Trapped in Your Own Body
Those with Locked-in syndrome are alive, but can't communicate.
Jan. 31, 2007— -- Imagine lying inert, unmoving, totally paralyzed -- and your only way of telling people "I'm not dead!" is the tiny blink of one eye. Imagine hearing the doctors call you a vegetable, and you can't even whisper back, "I'm still here."
Welcome to a rare world of patients "locked in" to bodies that have become prisons. Steve Chiappa of Toms River, N.J., lives with this medical mystery. And so does Glenda Hickey of Leduc, Alberta.
Glenda Hickey's nightmare began on the morning of Jan. 21, 2000, with the worst headache she had ever experienced. When the mother of two little girls picked up the phone to call her husband, Kevin, at work, she fell to the floor, suffering a bad nosebleed. Glenda's daughter Kaitlyn -- not 3 three at the time -- tried to help.
"I found all these Band-Aids, and I tried putting it all over her face so the bleeding would stop, " Kaitlyn explained.
Meanwhile, as 1-year-old Kennedy slept in her crib, Kevin, Glenda's husband, kept getting a busy signal as he repeatedly phoned the house.
"And it's busy, busy, busy, busy. So, I was getting kind of mad by about 11:30 thinking, you know, 'What the heck is she doing?'" he said.
Kevin finally called a neighbor to check on his wife, who found Glenda motionless on the floor. When Kevin got home he found Glenda unable to speak, move or even indicate that she was conscious.
"She just couldn't respond," he said. "We didn't know what she was doing or thinking. We couldn't figure it out."
Cindy and Steve Chiappa were high school sweethearts, who found each other all over again in their 30s. Their fairytale love story turned into a nightmare on the way to a Christmas Eve dinner, when Steve suddenly felt ill.
Cindy took one look at her husband and dialed 911. At the hospital the doctors told Cindy the situation was critical.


WORK ITEM: The word "Endorsements" may appear in some of the lines below. State how many lines contain it, and write only that number.

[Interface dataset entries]

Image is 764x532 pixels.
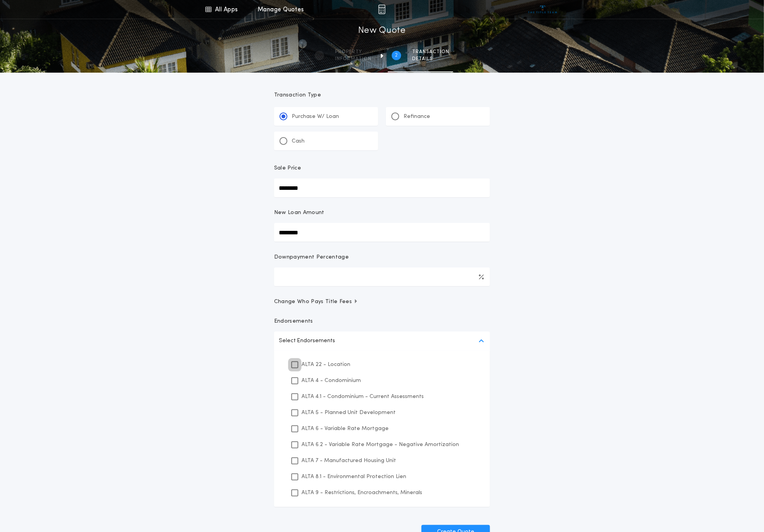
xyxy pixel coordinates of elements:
p: ALTA 7 - Manufactured Housing Unit [302,457,396,465]
p: ALTA 8.1 - Environmental Protection Lien [302,473,406,481]
p: Sale Price [274,165,301,173]
span: Transaction [412,48,449,55]
input: New Loan Amount [274,224,490,242]
p: ALTA 5 - Planned Unit Development [302,409,395,417]
p: Refinance [404,113,430,121]
input: Sale Price [274,178,490,197]
p: ALTA 22 - Location [302,361,350,369]
p: Purchase W/ Loan [291,113,339,121]
p: Endorsements [274,318,490,325]
p: ALTA 6 - Variable Rate Mortgage [302,425,388,433]
p: ALTA 4.1 - Condominium - Current Assessments [302,393,424,401]
p: ALTA 9 - Restrictions, Encroachments, Minerals [302,489,422,497]
p: New Loan Amount [274,209,325,217]
span: information [335,56,371,62]
button: Change Who Pays Title Fees [274,298,490,306]
p: Cash [291,138,304,145]
p: ALTA 6.2 - Variable Rate Mortgage - Negative Amortization [302,441,459,449]
h2: 2 [395,53,398,59]
span: Property [335,48,371,55]
span: Change Who Pays Title Fees [274,298,358,306]
p: Select Endorsements [279,337,335,346]
p: Transaction Type [274,92,490,99]
input: Downpayment Percentage [274,268,490,286]
h1: New Quote [358,25,405,37]
p: ALTA 4 - Condominium [302,376,361,385]
p: Downpayment Percentage [274,254,348,262]
img: vs-icon [528,5,557,14]
button: Select Endorsements [274,332,490,351]
ul: Select Endorsements [274,351,490,507]
span: details [412,56,449,62]
img: img [378,5,386,14]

RESULT BELOW: 4